Irish Maxima wires Ruffian, holds off Cassiar in graded mile score
Irish Maxima didn’t just steal the Ruffian on the front end. She ran them off their feet early and still had enough to turn back Cassiar in a graded mile that changes her division status.

Irish Maxima turned a one-turn mile into a blunt statement about where she belongs now. Sent to the front immediately in the Grade 2 Ruffian, she carved out sharp fractions of 22.74, 45.02 and 1:09.22 over a good track at Belmont at the Big A, then dug in late to hold off Cassiar and win the $200,000 stakes in 1:36.51.
That matters because this was not a soft lead on a sleepy pace. Frankie Pennington had to manage a mare with plenty of gas, and the tempo stayed honest from the break through the stretch call. Cassiar, with Dylan Davis aboard, came after her late, but Irish Maxima kept finding, and the official NYRA recap had her down as a neck winner. Equibase’s chart gave the margin as one length, with Inefficiency, ridden by Flavien Prat, another 1 3/4 lengths back in third. Dry Powder, Dazzling Move, Eunomia and Ultimate Authority completed the order.
The Ruffian was the kind of race that tells you whether a speed horse is more than a perfect-trip winner, and Irish Maxima answered with more than just a clean lead. She had already wired the Grade 3 Distaff at Aqueduct Racetrack in 2025, and she came into this off back-to-back seven-furlong optional-claiming wins at Aqueduct and Parx Racing in March and April. The difference here was the mile. She was not just sprinting away from them; she was carrying that same forward run into a longer trip against older fillies and mares, which is the harder trick.

Owner Robert O’Neill said she had “really filled out” and called her smart, while Pennington said she had so much speed that he tried to get her to relax but “didn’t really want to go that quick.” That is the useful scouting report coming out of a race like this. Irish Maxima, a Kentucky-bred bay mare by Maximus Mischief out of Palace Pier, is no longer only a short-distance proposition. She has now won three straight, picked up her second career graded stakes victory, and put her name squarely into the older filly and mare conversation.
The Ruffian itself carries real weight, with a history dating to 1976 and a name that still echoes because of the great Ruffian, the champion filly buried in the Belmont infield after her 1975 match race with Foolish Pleasure. Irish Maxima’s win did not just add another line to the record. It suggested a mare who can control a race and finish it, which makes the next target look like another graded spot where speed still matters, but the trip may matter less than the engine.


• **REQUIREMENT**
Leave the images out. Give every line below again, precisely.

• **DATA RECORDS**

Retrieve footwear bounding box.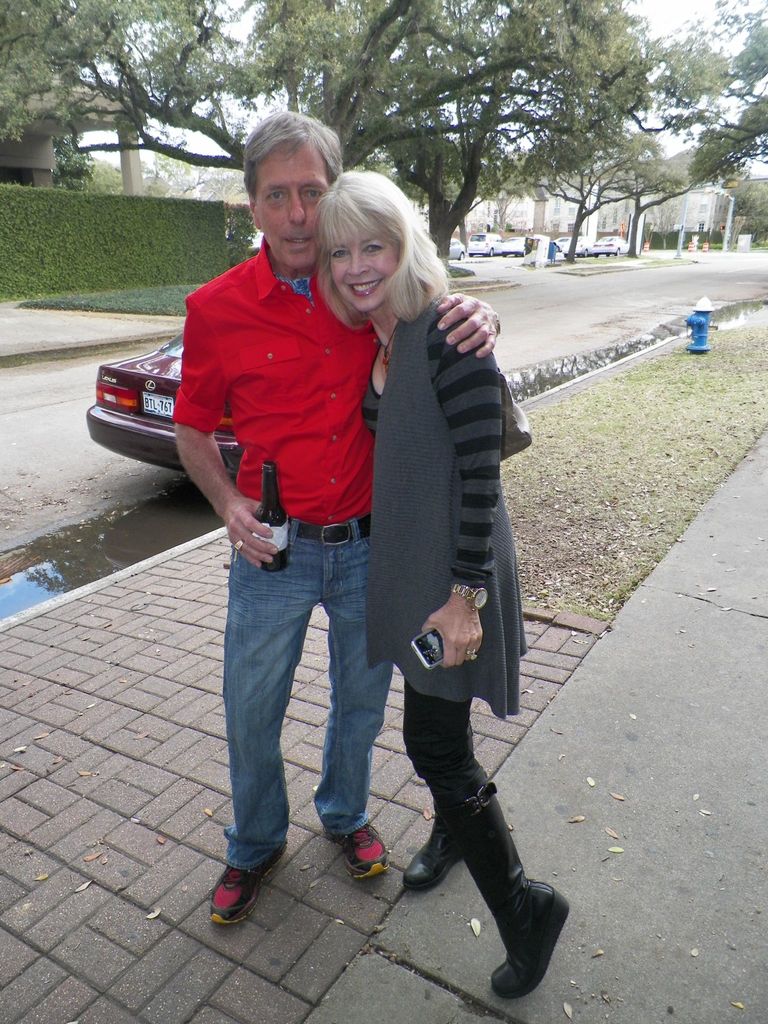
Bounding box: Rect(207, 842, 291, 923).
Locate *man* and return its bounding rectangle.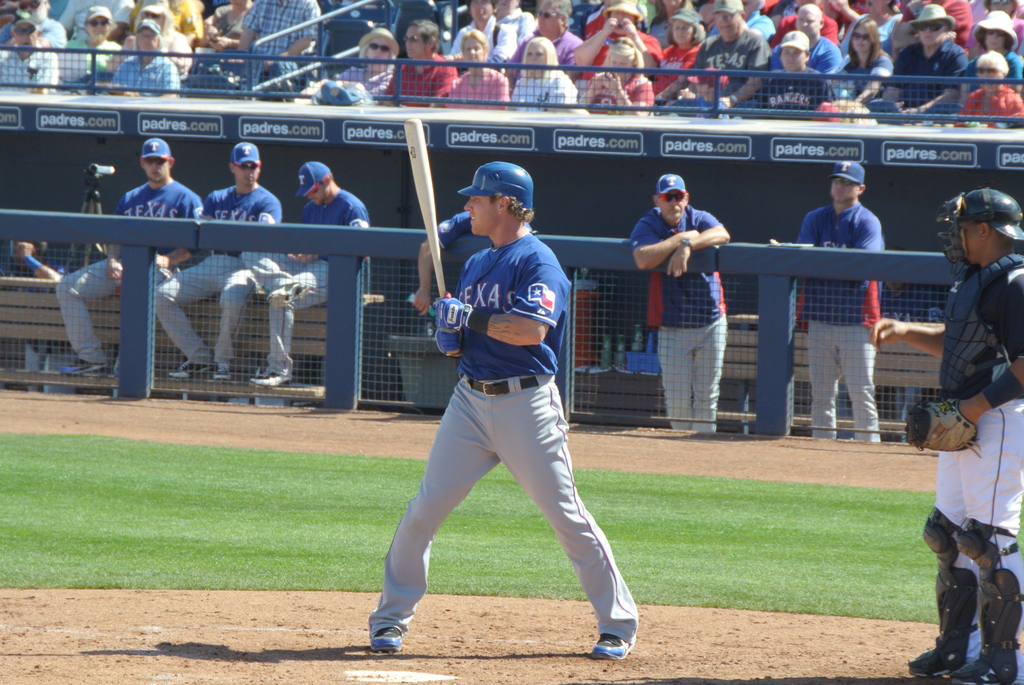
154:143:285:381.
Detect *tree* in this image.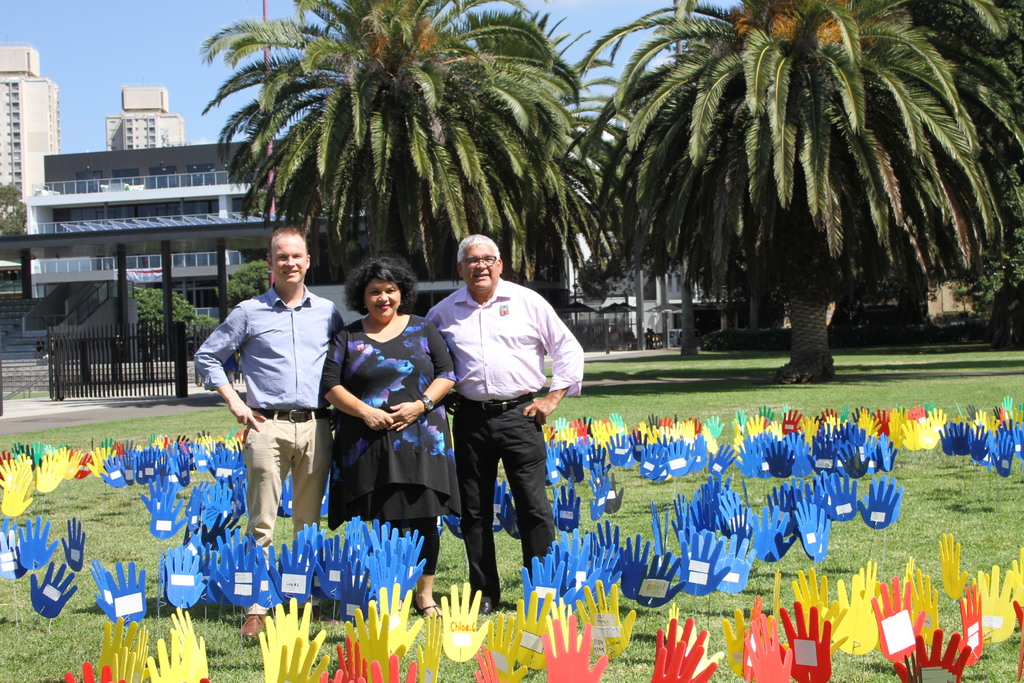
Detection: crop(126, 289, 226, 363).
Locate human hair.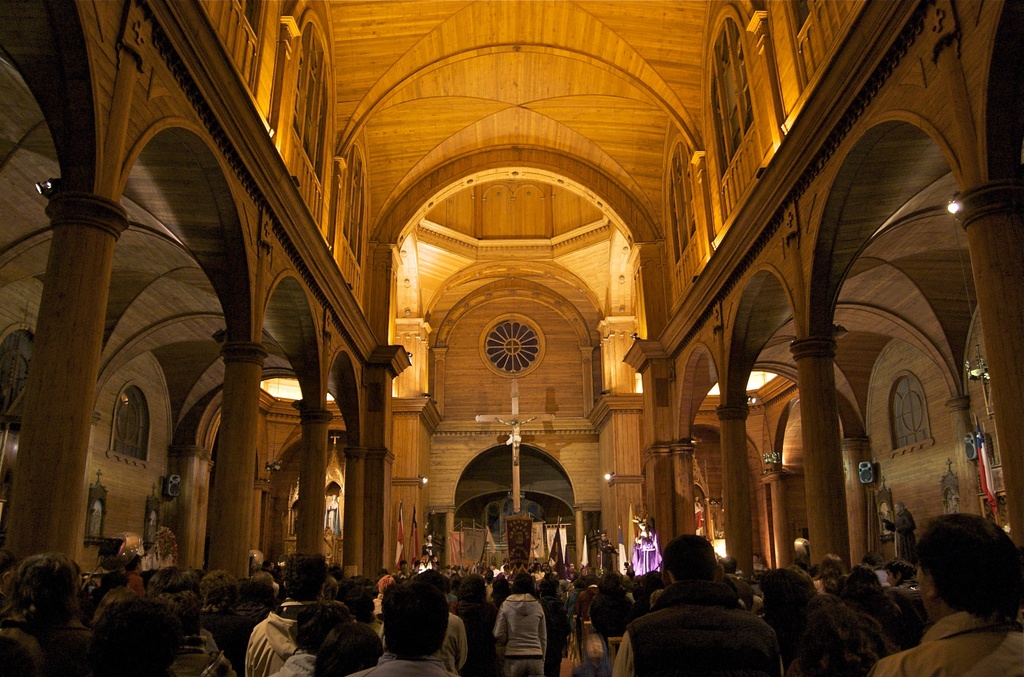
Bounding box: bbox(631, 582, 650, 605).
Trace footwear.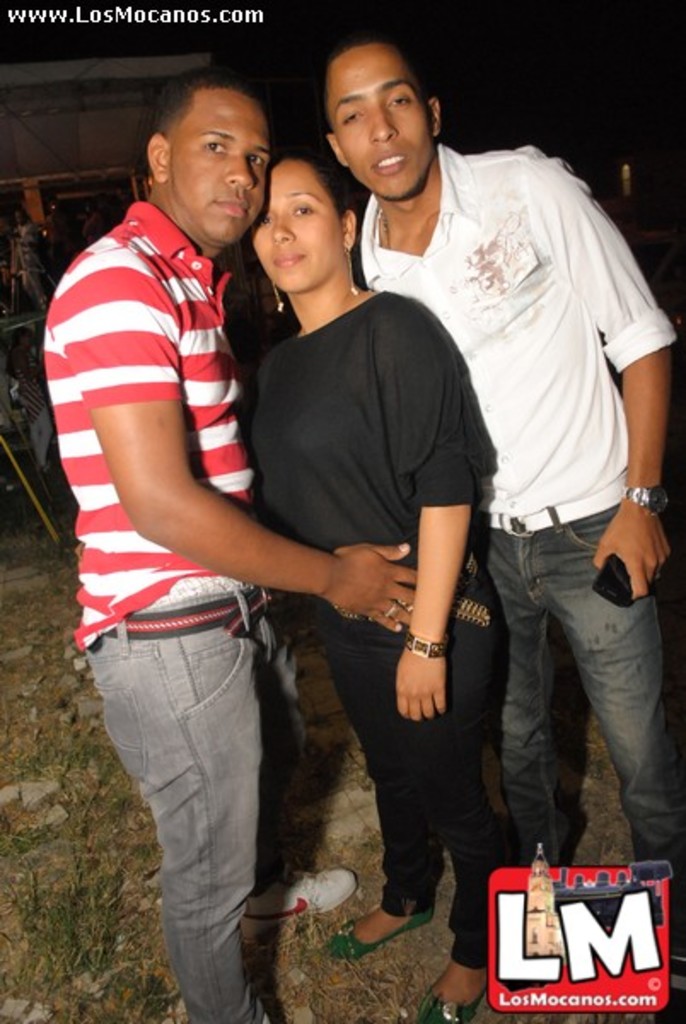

• **EXERCISE SOLUTION**
Retrieve footwear bounding box.
Bounding box: Rect(207, 842, 291, 923).
Locate *man* and return its bounding rectangle.
154:143:285:381.
Detect *tree* in this image.
Detection: crop(126, 289, 226, 363).
Locate human hair.
Bounding box: bbox(631, 582, 650, 605).
Trace footwear.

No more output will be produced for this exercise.